Software businesses don’t usually think of themselves as “high claims” organisations. There are no forklifts, no scaffolding, no public-facing shop floor. Yet software companies can be surprisingly claim-prone — and the claims that do happen are often expensive, complex, and reputation-sensitive.
For Claims Directors (or anyone responsible for claims oversight, risk, compliance, or insurance), the challenge is that software claims rarely fit into one neat box. A single incident can involve professional indemnity, cyber, management liability, employment practices, and even property or business interruption.
This guide breaks down the most common claims software companies face, why they happen, what they typically cost (in real-world terms), and what practical controls reduce both frequency and severity.

1) Professional Indemnity (PI) claims: “Your software caused us loss”

What it looks like

Professional Indemnity claims are one of the biggest pain points for software companies — especially those delivering bespoke development, SaaS platforms, integrations, or managed services.
Common allegations include:
  • The software didn’t perform as specified
  • A feature was delivered late or not delivered at all
  • An integration failed and caused downtime or data issues
  • The solution was “not fit for purpose”
  • The client relied on your advice and suffered financial loss
  • Your team’s error caused regulatory exposure (e.g., GDPR issues)

Typical triggers

  • Vague or over-promising scopes of work
  • Poor change control (scope creep without signed variation orders)
  • Weak acceptance criteria and testing documentation
  • Reliance on third-party APIs or vendors without clear contractual allocation of risk
  • Misalignment between sales promises and delivery reality

Why these claims escalate

PI disputes often become a battle of documentation:
  • What was promised?
  • What was delivered?
  • What did the client sign off?
  • What evidence exists of testing, acceptance, and change requests?
If those records are weak, the claim becomes harder to defend and more likely to settle.

Risk reduction controls

  • Tight Statements of Work with measurable acceptance criteria
  • Change control that requires written approval and pricing/timeline impact
  • Clear limitation of liability clauses (aligned with your insurance)
  • Documented QA and UAT sign-off
  • A “no verbal commitments” rule for sales and account teams

2) Cyber claims: ransomware, business email compromise, and data breaches

What it looks like

Cyber claims can hit software companies in two ways:
  1. Your own systems are compromised (first-party loss)
  2. You suffer a breach that impacts client data (third-party liability)
Common cyber incidents include:
  • Ransomware encrypting production systems
  • Compromised admin accounts (especially with weak MFA)
  • Business Email Compromise (invoice fraud / payment diversion)
  • Credential stuffing attacks on customer portals
  • Supply chain compromise via dependencies or CI/CD tooling
  • Data exfiltration and extortion threats

Typical triggers

  • Incomplete MFA coverage (especially for privileged accounts)
  • Poor patch management and vulnerability remediation
  • Over-permissioned accounts and lack of least-privilege access
  • Weak logging/monitoring and slow detection
  • Lack of network segmentation
  • Poor vendor risk management (hosting, payment processors, support tools)

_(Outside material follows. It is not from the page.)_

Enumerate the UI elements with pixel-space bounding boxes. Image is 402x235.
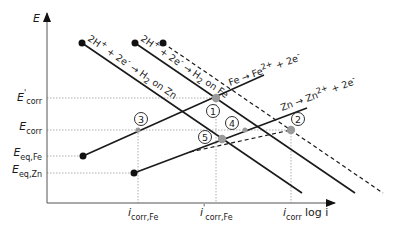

Where the money goes in a cyber claim

Even when ransoms aren’t paid, costs can include:
  • Incident response and forensics
  • Legal advice and regulatory support
  • Customer notification and credit monitoring
  • PR/crisis comms
  • Business interruption and extra expense
  • Restoration and hardening work
  • Third-party claims from customers/partners

Risk reduction controls

  • MFA everywhere, especially admin and remote access
  • Centralised logging with alerting (and someone accountable for responding)
  • Regular backups with offline/immutable copies and restore testing
  • Endpoint detection and response (EDR)
  • Security awareness training focused on real attack paths (phishing, MFA fatigue, invoice fraud)
  • A rehearsed incident response plan (tabletop exercises)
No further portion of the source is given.